Update II. Done. The same problems persist in the uploaded video.

No, He Didn't

Am I on the ring road? Stunt driver defies gravity on the world’s biggest loop-the-loop

He didn’t defy gravity — I’m sure it was there the whole time.

If stuntman Steve Truglia had been too timid in his acceleration, his yellow Toyota would have reached the top of the track and dropped like a stone.

Not quite. If his speed was insufficient, he would not have reached the top. But the car would have dropped like a stone.

The Toyota had to be travelling fast enough that the centripetal force generated by its circular motion ‘offset’ the downward pull of gravity. This required the stuntman to enter the loop at exactly 37mph, immediately change out of gear and slow to 16mph as the vehicle swung round the top.

Well, no. The centripetal force is the gravitational force in the limit of the slowest speed that allows you to complete the loop, and the speed will naturally decrease as kinetic energy is converted to potential energy. Since the loop is 40 ft tall, we can actually calculate this. An object entering the loop and rising 40 feet to be traveling at 16 mph must be going 38 mph as it enters. The article says 37, but car is a little off the ground, so the actual change in potential energy is smaller. (The actual change in height is 37.4 feet using those numbers, putting the CoM a little over a foot off the ground. Close enough)

The downshifting isn’t there to slow the car down — the only thing the engine needs to do is compensate for losses. The downshifting is because the car will slow down, and you don’t want it to stall as the result of being in the wrong gear. An ideal car (of which a Toyota does not qualify) could simply coast after entering the loop. It’s entirely possible to enter the loop at a slower speed, but have the engine make up the additional energy needed while in the loop, but that would not have been the safe move from the he-doesn’t-so-much-loop-as-plummet angle .

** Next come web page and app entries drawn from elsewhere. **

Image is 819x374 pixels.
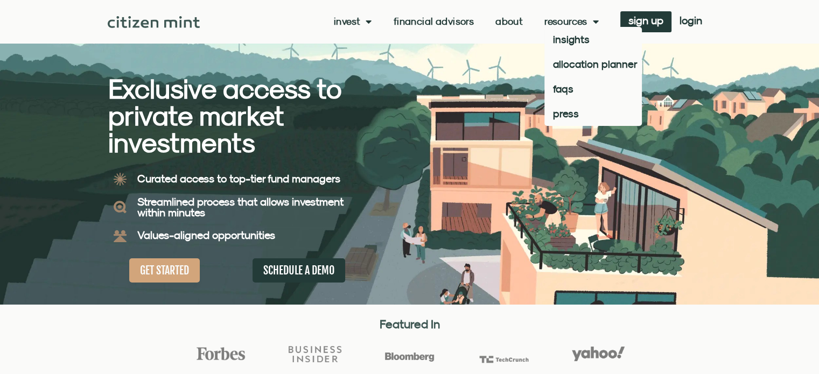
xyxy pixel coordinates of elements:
[671,11,710,32] a: login
[620,11,671,32] a: sign up
[393,16,474,27] a: Financial Advisors
[544,27,641,52] a: insights
[544,52,641,76] a: allocation planner
[137,172,340,185] b: Curated access to top-tier fund managers
[495,16,523,27] a: About
[108,16,200,28] img: Citizen Mint
[129,258,200,283] a: GET STARTED
[334,16,598,27] nav: Menu
[544,27,641,126] ul: Resources
[544,101,641,126] a: press
[334,16,372,27] a: Invest
[137,195,343,218] b: Streamlined process that allows investment within minutes
[679,17,702,24] span: login
[544,76,641,101] a: faqs
[108,75,372,156] h2: Exclusive access to private market investments
[137,229,275,241] b: Values-aligned opportunities
[140,264,189,277] span: GET STARTED
[252,258,345,283] a: SCHEDULE A DEMO
[379,317,440,331] strong: Featured In
[628,17,663,24] span: sign up
[263,264,334,277] span: SCHEDULE A DEMO
[194,347,247,361] img: Forbes Logo
[544,16,598,27] a: Resources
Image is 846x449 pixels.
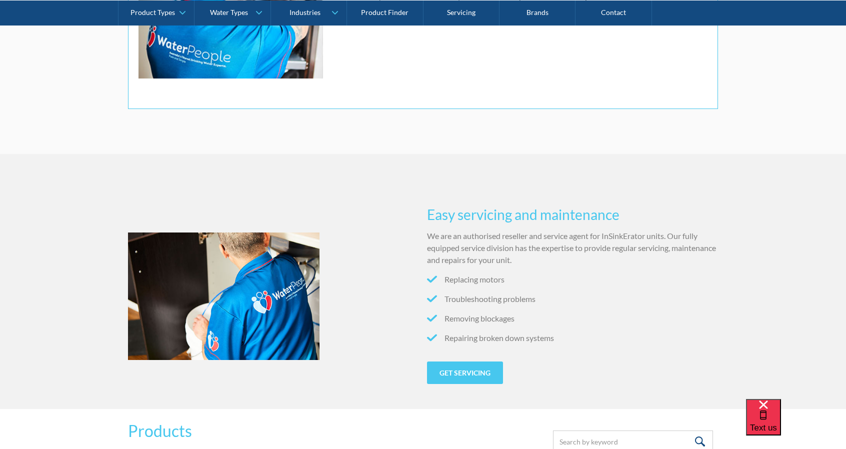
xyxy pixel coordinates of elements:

And, from a physics point of view, he could have gone faster. 16 mph gets you about 1g of downward acceleration, i.e. you are basically in freefall under that scenario. The numbers don’t quite jibe — even when I use the smaller radius from above, the acceleration is a little lower than 1g. So undoubtedly some rounding went into the story already. Going faster would just mean that the track was exerting some force on him while at the top.

As far as the danger of blacking out, that’s why he wanted to be going near the minimum speed at the top, because near the bottom is where he would pull the most g’s — about 5 of them, at that speed, assuming the track is circular and not flattened to reduce the force.

Rotating Out of the Imaginary Plane

Commentary: Let’s get real about alternative energy

Lots of good stuff, including some tips that quantify some suggestions for efficiency,

Take, for example, the idea that one of the top 10 things you should do to make a difference to your energy consumption is to unplug your cell-phone charger when you are not using it. The truth is that leaving a phone charger plugged in uses about 0.01 kWh per day, 1/100th of the power consumed by a lightbulb.

This means that switching the phone charger off for a whole day saves the same energy as is used in driving an average car for one second. Switching off phone chargers is like bailing the Titanic with a teaspoon. I’m not saying you shouldn’t unplug it, but please realize, when you do so, what a tiny fraction it is of your total energy footprint.

as well as putting the alternative power generation options into perspective. Fossil fuels are used because they have a high energy density and they are transportable. Alternatives will have shortcomings.

There’s also a comment about hydrogen — one must realize that hydrogen is a storage medium, not a source. i.e. you have to make hydrogen, so hydrogen = battery

Before I close, I would like to say a few words about the idea that “the hydrogen economy” can magically solve our energy problems. The truth is that, in energy terms, today’s hydrogen-powered vehicles don’t help at all. Most prototype hydrogen-powered vehicles use more energy than the fossil-fuel vehicles they replace. The BMW Hydrogen 7, for example, uses 254 kWh per 100 km, but the average fossil car in Europe uses 80 kWh per 100 km.